[[ Source material open ]]

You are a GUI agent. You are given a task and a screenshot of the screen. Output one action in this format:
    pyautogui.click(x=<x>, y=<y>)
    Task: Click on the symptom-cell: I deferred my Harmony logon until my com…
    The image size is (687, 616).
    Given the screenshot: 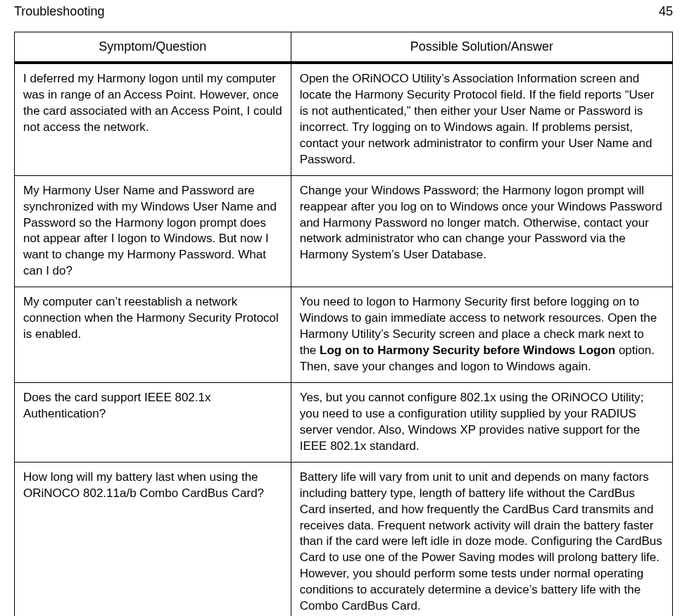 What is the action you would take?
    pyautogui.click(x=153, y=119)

[[ Source material closed ]]
[[ Source material open ]]

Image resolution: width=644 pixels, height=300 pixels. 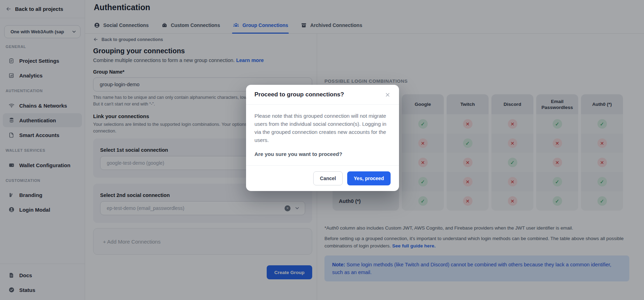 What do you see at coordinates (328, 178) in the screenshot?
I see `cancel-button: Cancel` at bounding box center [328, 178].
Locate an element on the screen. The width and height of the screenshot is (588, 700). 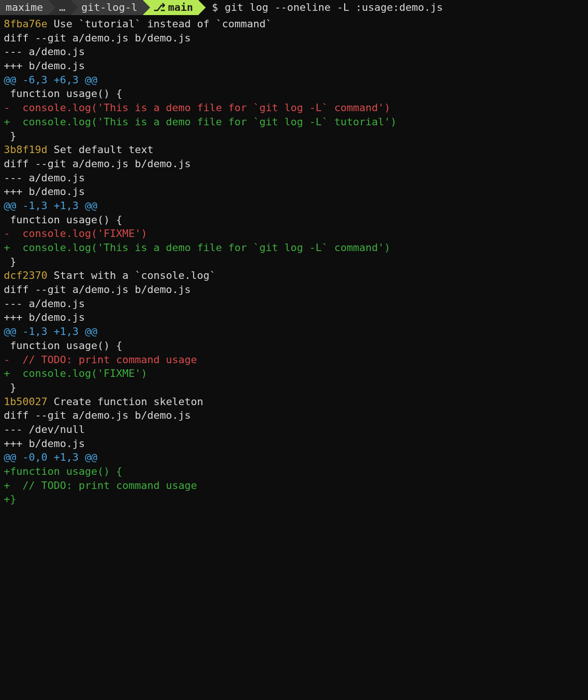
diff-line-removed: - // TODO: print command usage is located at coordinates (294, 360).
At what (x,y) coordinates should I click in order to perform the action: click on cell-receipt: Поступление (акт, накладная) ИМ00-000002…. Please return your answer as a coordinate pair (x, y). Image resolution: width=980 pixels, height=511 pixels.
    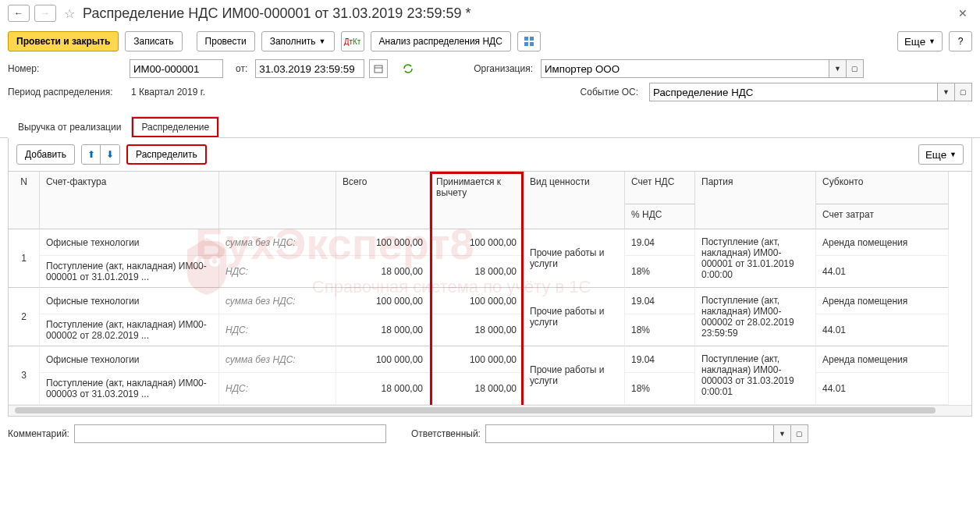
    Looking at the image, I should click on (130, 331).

[[ Source material closed ]]

- _What you have to do_
Return only the lines between the one holding "You are a GUI" and the one holding "The image size is (687, 616).", inclusive, exactly as they appear above.

- _Task output_
You are a GUI agent. You are given a task and a screenshot of the screen. Output one action in this format:
    pyautogui.click(x=<x>, y=<y>)
    Task: Click on the symptom-cell: I deferred my Harmony logon until my com…
    The image size is (687, 616).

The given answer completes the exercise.